Since at least 2008, the EPA has been over-reliant on the industries they are charged with regulating, which ultimately contributed to the financial crisis and the 2010 Deepwater Horizon oil spill. But once Scott Pruitt was hired by the Trump Administration, a group of experts, who recently published a study under the Environmental Data and Governance Initiative, now fear complete “regulatory capture.”

Regulatory capture takes place when agencies become dominated by the industries they were charged with regulating rather than public interest. In May, reporters weren’t allowed into an EPA summit meeting that discussed chemical contamination of drinking water. Experts point to this as a warning sign of a particular industry capturing the EPA. How do they know it’s being captured by industry? According to David Moss and Daniel Carpenter of Harvard, an agency has been captured if its actions have been “directed away from the public interest and toward the interest of the regulated industry” by “intent and action of industries and their allies.”

The mission of the EPA is to “protect human health and the environment.” However, Pruitt has protected the interests of harmful industries such as petrochemicals and coal since his first day at the EPA while rarely speaking to the effects these industries have on the environment and public health. The Conversation notes he has even commented that regulators exist “to give certainty to those that they regulate,” and should be committed to “enhanc(ing) economic growth.”

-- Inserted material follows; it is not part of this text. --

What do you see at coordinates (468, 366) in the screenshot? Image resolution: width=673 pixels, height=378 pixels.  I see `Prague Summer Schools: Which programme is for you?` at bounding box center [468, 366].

So what will Pruitt’s actions mean for the environment and public health? For example, when Pruitt refused to ban insecticides last year, he put farm workers and children in danger of developmental delays and autism spectrum disorder. When he revoked the Clean Power Plan and relaxed fuel-efficiency standards, he put the entire nation’s health at risk due to the negative health effects of greenhouse gas emissions. The list goes on, but one fact remains true in each case: regulated industries had an “active hand” in these decisions. Pruitt has met with representatives of the industries he’s tasked with regulating 25 times more often than he’s met with environmental agencies.

Pruitt has direct connections to the industries that are actively controlling the EPA’s regulations. Nancy Beck is the EPA’s deputy assistant administrator of the Office of Chemical Safety and Pollution Prevention, and also happens to be a former executive at the American Chemistry Council. Beck is just one in a long list of EPA senior officials who have ties to the industries they are now tasked with regulating. Other notable examples are Deputy Administrator Andrew Wheeler—a former coal industry lobbyist—and Senior Deputy General Counsel Erik Baptist, a former senior counsel at the American Petroleum Institute.

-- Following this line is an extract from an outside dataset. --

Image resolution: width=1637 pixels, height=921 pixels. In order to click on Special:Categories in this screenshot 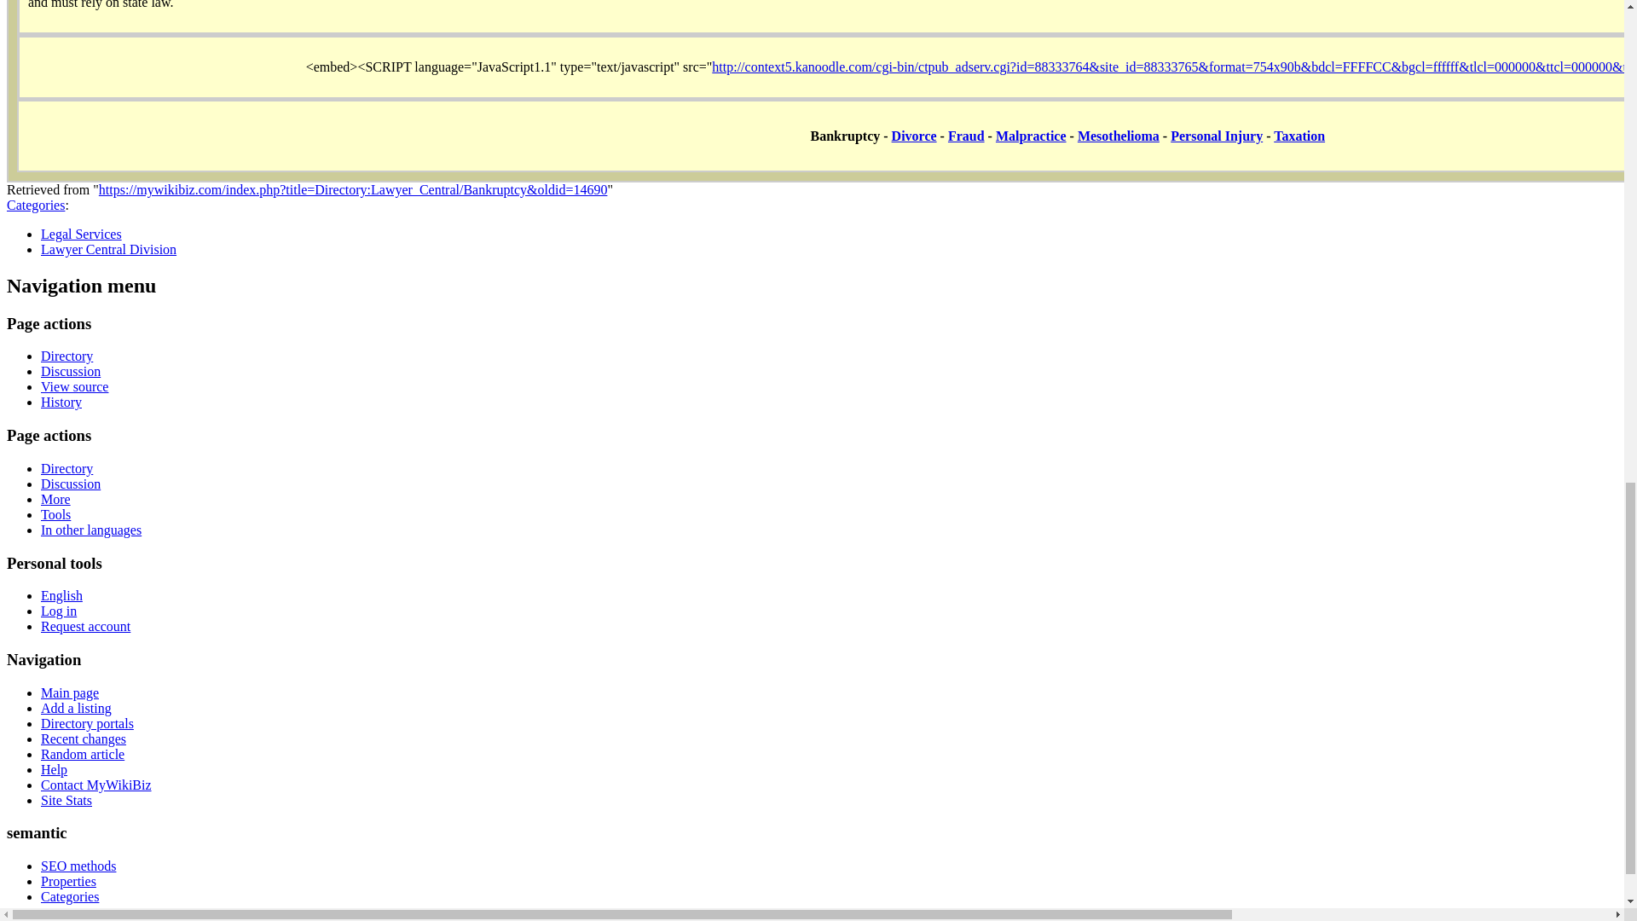, I will do `click(36, 205)`.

These ties reveal corporate lobbyists are directly impacting the EPA’s decisions. For example, the decision to overturn the Clean Power Plan as well as the decision to withdraw from the Paris climate accord were moves recommended by coal magnate Robert Murray in his Action Plan for the Administration. Emails between Pruitt and Murray have been documented, as well as Pruitt’s visits with multiple corporate officials as they worked together to take down the Clean Power Plan.

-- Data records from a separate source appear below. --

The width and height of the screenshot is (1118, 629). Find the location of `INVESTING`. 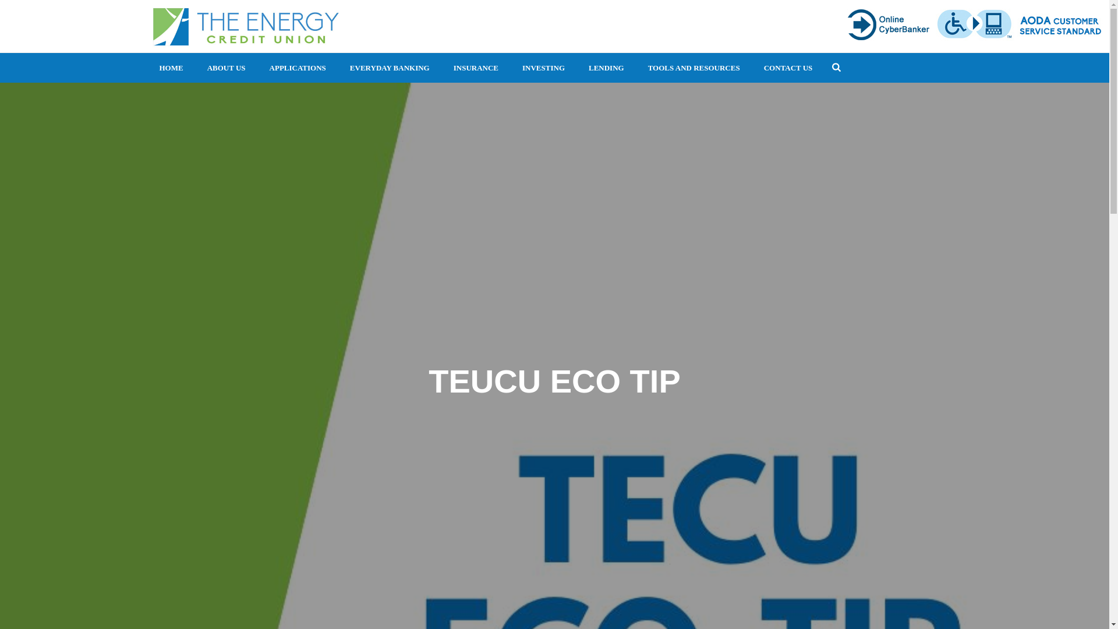

INVESTING is located at coordinates (544, 68).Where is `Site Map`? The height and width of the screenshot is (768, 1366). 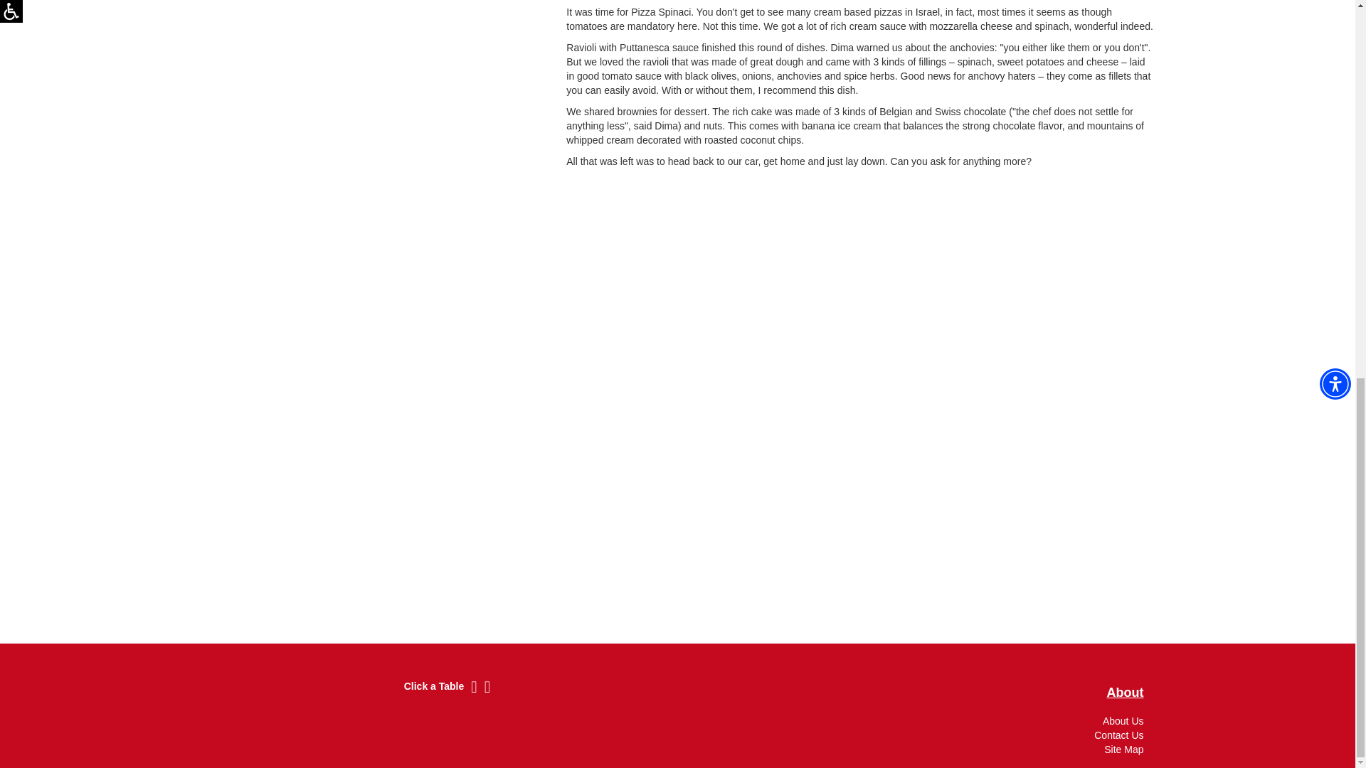
Site Map is located at coordinates (1123, 750).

Not only is Pruitt working directly with industries and their corporate lobbyists, he is also silencing those in the EPA who disagree with these actions. According to The Conversation, EPA employees have been “threatened by budget cuts, buyouts and retribution against disloyal staff and leakers.” Pruitt has even limited the scientific research that the agency can rely on when they write environmental regulations. However, the EPA Science Advisory Board voted to do a review of Pruitt’s controversial, and corrupt, proposals—including the scientific justifications behind them. Despite these efforts, the current administration will stand behind Pruitt and every cooperation he is representing. Our only hope for the protection of the environment and public health is the midterm elections and the 2020 presidential election.